The Long Riders' Guild

Neil Keny-Guyer, CEO of Mercy Corps, asked to suspend charity’s logistical support for race

Mr. Keny-Guyer, in a recent interview with journalist, Bija Gutoff, you were quoted as saying, “We want people to think outside the box, to take risks.”

While your spirit of leadership is to be commended, the Long Riders’ Guild does not believe you intended that philosophy to include the active logistical support, by your employees in Scotland and Mongolia, of the world’s most highly condemned equestrian event.

The horse race being organized in Mongolia would not have occurred without the eager assistance of Mercy Corps employees.

When asked if this partnership of participation meant that Mercy Corps was in the horse racing business, Jennifer Adams, the Event Development Coordinator at Mercy Corps, European Headquarters in Edinburgh, Scotland answered, “I guess you could say that.”

Anderson, and Project Director of Mercy Corps’ Civil Society in Mongolia. Ms. U. Mandal, confirmed that Mercy Corps assisted the race organizers by enlisting 800 horses, as well as the assistance of their owners, twenty-five Mongol herder families.

While neither Mercy Corps spokeswoman could verify that the Mongolian national government had been informed and asked to authorize the event, they corroborated that the herder families were already participants in the Mercy Corps program, RASP.

Jennifer Adams said that while Mercy Corps was receiving £25,000, roughly $40,755, in guaranteed “donations” from the contestants, she could only state that the Mongolian herders would receive “a fair amount” in exchange for putting their horses at risk.  
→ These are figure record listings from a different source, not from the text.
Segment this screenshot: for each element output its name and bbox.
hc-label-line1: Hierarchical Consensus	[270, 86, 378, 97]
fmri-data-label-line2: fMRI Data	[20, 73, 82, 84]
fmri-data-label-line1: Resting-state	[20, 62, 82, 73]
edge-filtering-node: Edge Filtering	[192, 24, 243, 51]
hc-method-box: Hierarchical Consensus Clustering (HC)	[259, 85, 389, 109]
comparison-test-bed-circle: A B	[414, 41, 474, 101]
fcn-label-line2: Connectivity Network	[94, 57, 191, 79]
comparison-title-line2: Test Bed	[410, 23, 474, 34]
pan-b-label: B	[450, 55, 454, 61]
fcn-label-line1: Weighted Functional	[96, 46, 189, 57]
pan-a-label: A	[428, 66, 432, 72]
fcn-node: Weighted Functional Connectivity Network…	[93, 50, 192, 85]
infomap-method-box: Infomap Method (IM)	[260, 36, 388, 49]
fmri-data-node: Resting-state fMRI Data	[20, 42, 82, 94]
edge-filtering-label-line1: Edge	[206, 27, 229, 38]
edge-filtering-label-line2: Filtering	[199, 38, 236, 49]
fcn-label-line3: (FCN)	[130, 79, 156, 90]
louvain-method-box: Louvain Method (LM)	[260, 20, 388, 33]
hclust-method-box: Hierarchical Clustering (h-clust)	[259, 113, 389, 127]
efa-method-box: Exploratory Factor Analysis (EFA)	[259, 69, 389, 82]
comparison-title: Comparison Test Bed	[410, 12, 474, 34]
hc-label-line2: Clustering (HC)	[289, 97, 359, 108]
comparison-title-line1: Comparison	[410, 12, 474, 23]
There are very disturbing consequences linked to these revelations, including a concern that Mercy Corps is exploiting the very people they have been entrusted to protect, by engaging their services in what many mounted leaders consider to be an act of equestrian colonialism.

Furthermore, though the contestants in the race are being told they are engaged in voluntary fund raising for your charity, that in fact may not be true. The race organizers have instituted a policy which states that if a rider doesn’t pay Mercy Corps a minimum of £1,000, then that contestant will not be allowed to ride.  That’s a fee, Mr. Keny-Guyer, not a donation.  A donation is a voluntary gift, a fee is a charge for services rendered.

Dominic Graham, Mercy Corps' Director in Mongolia, was quoted on your charity’s website as saying, “Before Mercy Corps begins any new project or activity, we first engage in a careful assessment of local challenges, opportunities and possible solutions.”

Yet that critical rule seems to have been overlooked in the case of the Mongol Derby, touted by the race organizer as the “biggest, baddest equine affair on the planet.”

In an email dated, June 17th, Adams advised the Guild that you were not directly aware of the equestrian events being undertaken in your charity’s name in Mongolia.

“I wouldn’t discuss this event with Neil as it is all dealt with through the European Headquarters based in Edinburgh, therefore our sister office in the US is not involved at all,” she wrote.

The charity you represent is noted for supporting rural communities in Mongolia meet their economic and social needs. However, the people in the outside world who are asked to support such endeavors are less motivated to donate to an organisation suffering from mission drift, especially if they suspect that a bond of trust has been violated. The public will forsake donations if social justice is perceived to be lacking.

If we take on a position of prominence in an organisation, Mr. Keny-Guyer, we have an obligation to behave correctly and serve as a role model. That is why the Long Riders’ Guild is asking you to restore the confidence of your donors worldwide by ordering your employees to cease assisting the organization of this unethical equestrian event and by issuing an immediate public statement which leaves no doubt that Mercy Corps is protecting, not exploiting, the Mongolian people.